How suddenly the private
 is revealed in a bombed-out city,
 how the blue and white striped wallpaper
 of a second-storey bedroom is now
 exposed to the lightly falling snow
 as if the room had answered the explosion
 wearing only its striped pyjamas.
 Some neighbours and soldiers
 poke around in the rubble below
 and stare up at the hanging staircase,
 the portrait of a grandfather,
 a door dangling from a single hinge.
 And the bathroom looks almost embarrassed
 by its uncovered ochre walls,
 the twisted mess of its plumbing,
 the sink sinking to its knees,
 the ripped shower curtain,
 the torn goldfish trailing bubbles.
 It’s like a dollhouse view
 as if a child on its knees could reach in
 and pick up the bureau, straighten a picture.
 Or it might be a room on a stage
 in a play with no characters,
 no dialogue or audience,
 no beginning, middle and end –
 just the broken furniture in the street,
 a shoe among the cinder blocks,
 a light snow still falling
 on a distant steeple, and people
 crossing a bridge that still stands.
 And beyond that – crows in a tree,
 the statue of a leader on a horse,
 and clouds that look like smoke,
 and even farther on, in another country
 on a blanket under a shade tree,
 a man pouring wine into two glasses
 and a woman sliding out
 the wooden pegs of a wicker hamper
 filled with bread, cheese and several kinds of olives.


Work instructions: Every entry, from the first line to the last, should be output exactly.

----- Extracted material -----

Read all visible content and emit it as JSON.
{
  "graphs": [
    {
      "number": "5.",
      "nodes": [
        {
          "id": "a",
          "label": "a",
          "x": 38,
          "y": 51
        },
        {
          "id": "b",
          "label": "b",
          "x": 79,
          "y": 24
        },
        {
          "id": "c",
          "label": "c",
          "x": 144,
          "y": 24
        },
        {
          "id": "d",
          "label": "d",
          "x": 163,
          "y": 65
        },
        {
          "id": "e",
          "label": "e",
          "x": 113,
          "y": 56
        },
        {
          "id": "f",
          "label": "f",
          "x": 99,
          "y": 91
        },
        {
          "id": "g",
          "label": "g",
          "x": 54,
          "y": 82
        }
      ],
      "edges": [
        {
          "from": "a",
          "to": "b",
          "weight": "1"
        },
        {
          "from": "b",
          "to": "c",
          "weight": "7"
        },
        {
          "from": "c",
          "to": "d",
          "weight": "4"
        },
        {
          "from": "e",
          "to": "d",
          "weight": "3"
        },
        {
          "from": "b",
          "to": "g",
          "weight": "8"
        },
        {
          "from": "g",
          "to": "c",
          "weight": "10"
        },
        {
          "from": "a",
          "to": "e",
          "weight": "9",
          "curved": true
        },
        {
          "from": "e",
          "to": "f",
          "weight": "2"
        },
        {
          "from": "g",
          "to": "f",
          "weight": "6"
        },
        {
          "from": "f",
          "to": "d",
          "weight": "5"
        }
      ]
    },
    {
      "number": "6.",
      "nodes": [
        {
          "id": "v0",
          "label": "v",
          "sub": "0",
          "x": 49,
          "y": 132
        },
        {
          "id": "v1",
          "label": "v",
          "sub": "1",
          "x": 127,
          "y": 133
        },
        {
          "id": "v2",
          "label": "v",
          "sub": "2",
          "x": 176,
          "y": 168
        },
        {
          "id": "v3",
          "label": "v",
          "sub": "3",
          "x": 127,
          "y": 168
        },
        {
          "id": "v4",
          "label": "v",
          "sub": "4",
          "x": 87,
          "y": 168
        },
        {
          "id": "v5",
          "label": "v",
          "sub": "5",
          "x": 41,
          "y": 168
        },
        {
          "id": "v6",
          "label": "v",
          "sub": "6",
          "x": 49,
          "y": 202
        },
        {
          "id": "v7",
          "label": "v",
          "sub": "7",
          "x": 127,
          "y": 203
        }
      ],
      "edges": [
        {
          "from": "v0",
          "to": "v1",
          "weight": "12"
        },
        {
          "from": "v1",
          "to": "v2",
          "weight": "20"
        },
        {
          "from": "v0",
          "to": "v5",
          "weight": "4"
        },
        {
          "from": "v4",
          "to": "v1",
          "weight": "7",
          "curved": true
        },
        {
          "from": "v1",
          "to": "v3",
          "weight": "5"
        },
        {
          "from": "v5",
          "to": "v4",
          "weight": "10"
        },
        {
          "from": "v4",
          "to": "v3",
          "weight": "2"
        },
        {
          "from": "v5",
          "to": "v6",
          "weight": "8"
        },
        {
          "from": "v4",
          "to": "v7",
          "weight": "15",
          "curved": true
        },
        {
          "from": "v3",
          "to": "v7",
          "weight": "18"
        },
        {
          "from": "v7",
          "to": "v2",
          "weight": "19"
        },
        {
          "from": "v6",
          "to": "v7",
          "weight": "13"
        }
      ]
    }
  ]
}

-----

Task answer:
Read all visible content and emit it as JSON.
{
  "graphs": [
    {
      "number": "5.",
      "nodes": [
        {
          "id": "a",
          "label": "a",
          "x": 38,
          "y": 51
        },
        {
          "id": "b",
          "label": "b",
          "x": 79,
          "y": 24
        },
        {
          "id": "c",
          "label": "c",
          "x": 144,
          "y": 24
        },
        {
          "id": "d",
          "label": "d",
          "x": 163,
          "y": 65
        },
        {
          "id": "e",
          "label": "e",
          "x": 113,
          "y": 56
        },
        {
          "id": "f",
          "label": "f",
          "x": 99,
          "y": 91
        },
        {
          "id": "g",
          "label": "g",
          "x": 54,
          "y": 82
        }
      ],
      "edges": [
        {
          "from": "a",
          "to": "b",
          "weight": "1"
        },
        {
          "from": "b",
          "to": "c",
          "weight": "7"
        },
        {
          "from": "c",
          "to": "d",
          "weight": "4"
        },
        {
          "from": "e",
          "to": "d",
          "weight": "3"
        },
        {
          "from": "b",
          "to": "g",
          "weight": "8"
        },
        {
          "from": "g",
          "to": "c",
          "weight": "10"
        },
        {
          "from": "a",
          "to": "e",
          "weight": "9",
          "curved": true
        },
        {
          "from": "e",
          "to": "f",
          "weight": "2"
        },
        {
          "from": "g",
          "to": "f",
          "weight": "6"
        },
        {
          "from": "f",
          "to": "d",
          "weight": "5"
        }
      ]
    },
    {
      "number": "6.",
      "nodes": [
        {
          "id": "v0",
          "label": "v",
          "sub": "0",
          "x": 49,
          "y": 132
        },
        {
          "id": "v1",
          "label": "v",
          "sub": "1",
          "x": 127,
          "y": 133
        },
        {
          "id": "v2",
          "label": "v",
          "sub": "2",
          "x": 176,
          "y": 168
        },
        {
          "id": "v3",
          "label": "v",
          "sub": "3",
          "x": 127,
          "y": 168
        },
        {
          "id": "v4",
          "label": "v",
          "sub": "4",
          "x": 87,
          "y": 168
        },
        {
          "id": "v5",
          "label": "v",
          "sub": "5",
          "x": 41,
          "y": 168
        },
        {
          "id": "v6",
          "label": "v",
          "sub": "6",
          "x": 49,
          "y": 202
        },
        {
          "id": "v7",
          "label": "v",
          "sub": "7",
          "x": 127,
          "y": 203
        }
      ],
      "edges": [
        {
          "from": "v0",
          "to": "v1",
          "weight": "12"
        },
        {
          "from": "v1",
          "to": "v2",
          "weight": "20"
        },
        {
          "from": "v0",
          "to": "v5",
          "weight": "4"
        },
        {
          "from": "v4",
          "to": "v1",
          "weight": "7",
          "curved": true
        },
        {
          "from": "v1",
          "to": "v3",
          "weight": "5"
        },
        {
          "from": "v5",
          "to": "v4",
          "weight": "10"
        },
        {
          "from": "v4",
          "to": "v3",
          "weight": "2"
        },
        {
          "from": "v5",
          "to": "v6",
          "weight": "8"
        },
        {
          "from": "v4",
          "to": "v7",
          "weight": "15",
          "curved": true
        },
        {
          "from": "v3",
          "to": "v7",
          "weight": "18"
        },
        {
          "from": "v7",
          "to": "v2",
          "weight": "19"
        },
        {
          "from": "v6",
          "to": "v7",
          "weight": "13"
        }
      ]
    }
  ]
}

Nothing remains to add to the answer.